Hilliard was born in Birmingham, Alabama, and graduated from Morehouse College. He was elected as a Democrat to the Alabama House of Representatives in 1974 and served from 1975 until 1981 and in the Alabama Senate from 1981 until 1992. Hilliard was elected to the United States House of Representatives in 1992.

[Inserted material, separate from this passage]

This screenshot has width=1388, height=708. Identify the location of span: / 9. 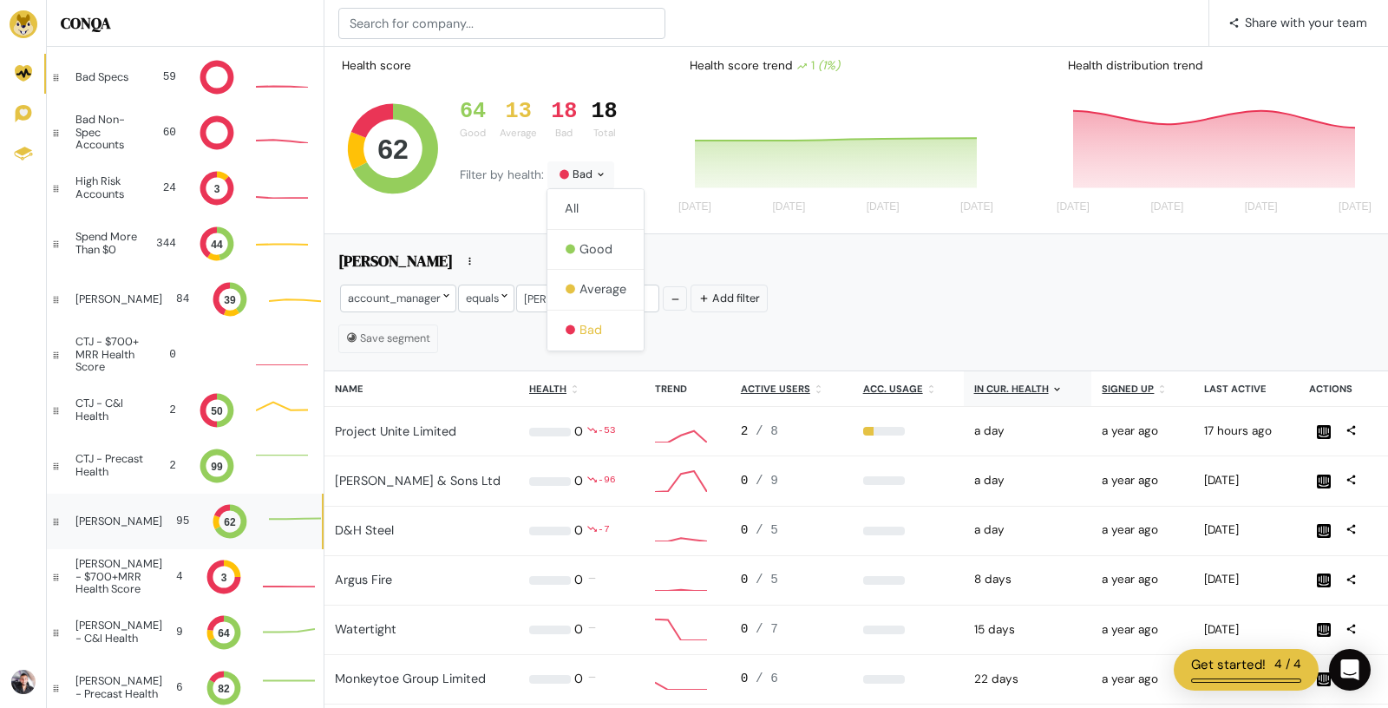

He faced his first serious re-election challenge from Artur Davis in the 2000 Democratic primary election but prevailed. Davis challenged Hilliard again in 2002 in a district that had been changed significantly by redistricting, adding many white voters in Birmingham and losing its mostly black portion of Montgomery. The campaign that year was focused on race and the Middle East. Hilliard's surrogates claimed that all Davis, also an African American, had done for African Americans as a federal prosecutor was to "put them in jail". In 2001 Hilliard voted against a bill funding increases in military support to Israel and opposing criminalization of Palestinian politicians. Hilliard finished in first place in the election, but he had not won a majority of the vote, so he again faced Davis in a run-off election. Davis won the run-off with 54% of the vote.
Hilliard is a 1960 graduate of Western-Olin High School in Birmingham, Alabama. He received a B.A. in 1960 from Morehouse College, a J.D. in 1967 from Howard University, and an M.B.A. in 1970 from Atlanta University.

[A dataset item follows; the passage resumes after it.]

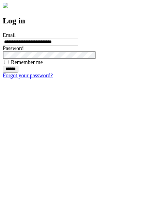 The image size is (153, 204). I want to click on label: Password, so click(13, 48).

He is a member of Alpha Phi Alpha fraternity. He is a member of the board of the Congressional Black Caucus Institute.
Hilliard's son, Earl Hilliard, Jr., is a former member of the Alabama House of Representatives who ran unsuccessfully for Congress in 2010, also in the 7th district.

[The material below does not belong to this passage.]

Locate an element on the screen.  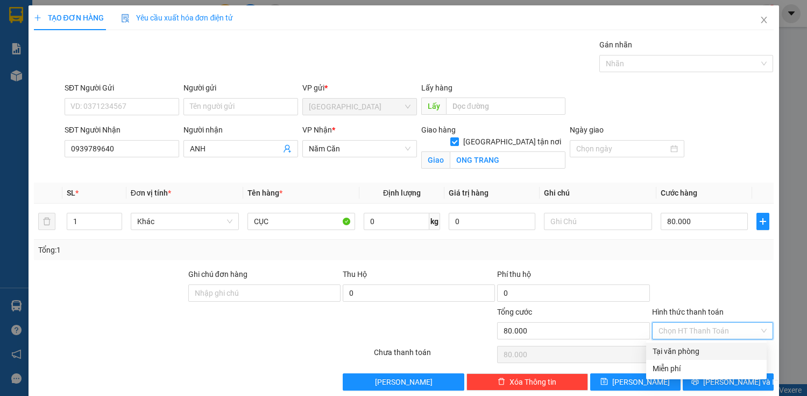
span: Giao is located at coordinates (435, 160).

Famous quotes containing the words earl f and/or earl:
“I dont know how you feel, professor, but I feel like a knife thats just stabbed a friend in the back.”
—Earl Felton, and Richard Fleischer. Ned Land (Kirk Douglas)
“Smooth your way to the head, through the heart. The way of reason is a good one; but it is commonly something longer, and perhaps not so sure.”